When I sat down to type this story into blogger and saw the news of what happened at another Texas church this Sunday, bloody Sunday, I was both horrified and hopeful.  Hopeful that we will continue to be the quirky, imperfect people that we are.   Hopeful that we won't cower in fear.  Hopeful that we will live in the light and the laughter.

My friend Di, noting the prevalence of resignation and despair these days, posted this quote from "St. Molly of Austin", one of my personal heroes:

"The thing is this:  You got to have fun while you're fightin' for freedom, 'cause you don't always win."  -  Molly Ivins

Let's keep having fun.  It's important. 



Thursday, October 12, 2017

Y'all Know the NSA Must Love These Posts

Stuff is happening.  Life is busy but still feels fairly peaceful and zen-like.  The balance is cool.  I'm learning and growing and branching out.  That's cool too.  I'm trying a few new things here and there, leaps into the unknown.  One of those things is kind of a big deal.  It involves background checks and stuff.
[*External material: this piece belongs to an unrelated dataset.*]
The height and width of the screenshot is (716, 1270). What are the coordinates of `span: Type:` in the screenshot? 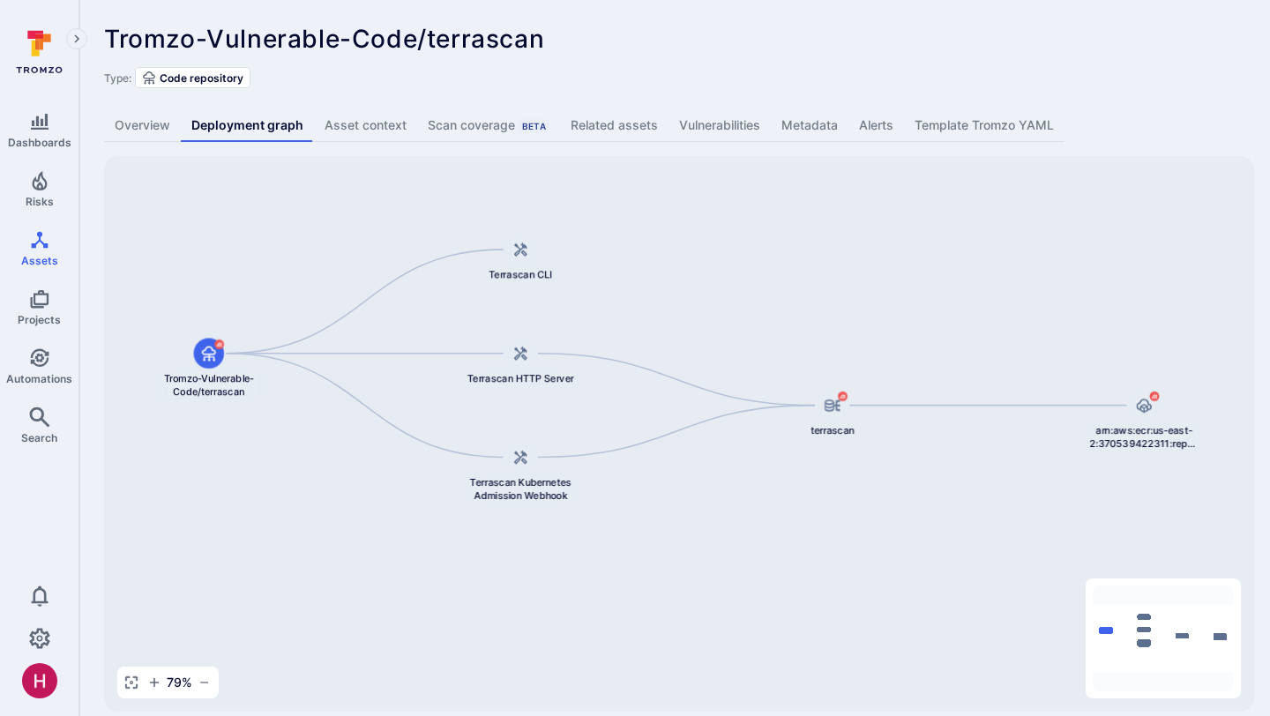 It's located at (117, 78).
I've had a few background checks over the years.  None of them have been particularly thorough, it seems.  This time I decided, on the spur of the moment and mostly due to my spectacularly bad judgment in the face of a potentially good story, to tell the powers that be about the time I was briefly a suspect in the Unabomber investigation.  Not, maybe, the smartest thing I could have done. 
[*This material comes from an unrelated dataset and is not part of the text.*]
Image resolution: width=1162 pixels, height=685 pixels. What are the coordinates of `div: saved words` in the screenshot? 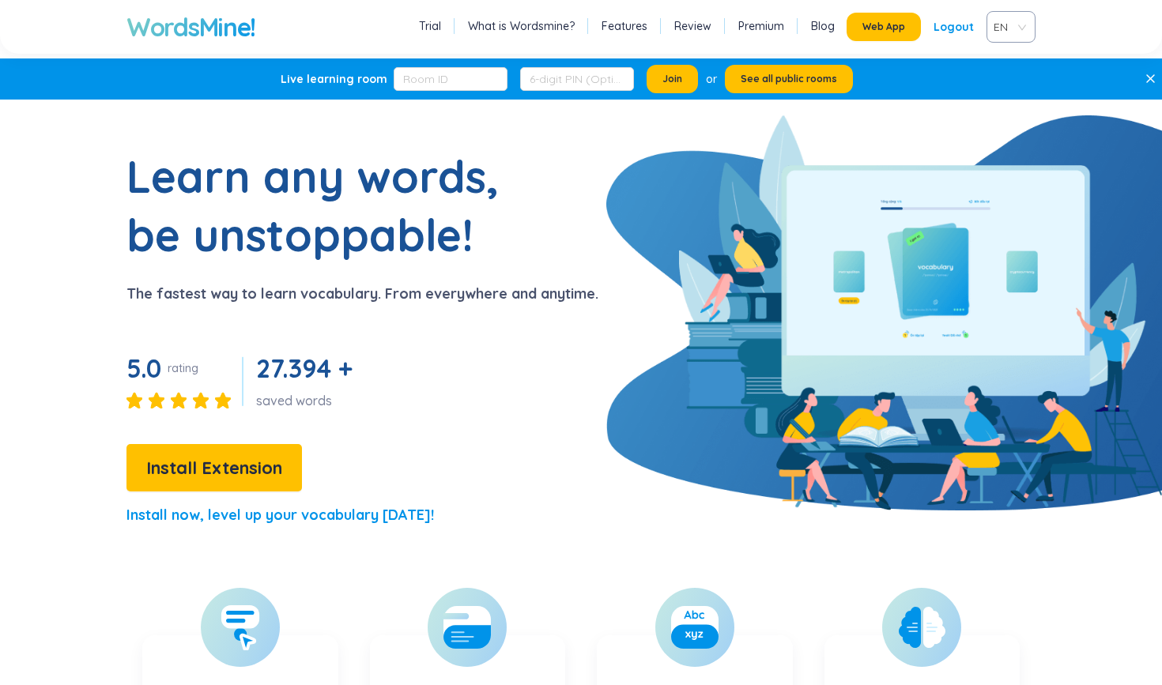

But it was worth it.  The look on that one guy's face was so worth it.  

When considering a leap into the unknown you need a mentor - someone who has been there and leaped that.  I am often a loner, professionally speaking.   In the past five or six years, I've realized I am not good at asking questions.  I tend to watch and learn and attempt the new skill on my own.  That's not necessarily bad, but I don't ask for help.  There are a lot of times I don't even know what questions to ask.  It's something I'm working on.  One way I'm doing that is by finding a mentor and allowing them to actually mentor me, which is inexplicably difficult.

I met with my mentor a couple of days after the background check meeting and confessed my confession.  

Imagine my surprise when she said "That's almost as good as my bomb story."  

Her story involved a practical joke which resulted in the mobilization of the bomb squad from the local air force base, the police department, a paid security agency and the entire administrative team of the local hospital.  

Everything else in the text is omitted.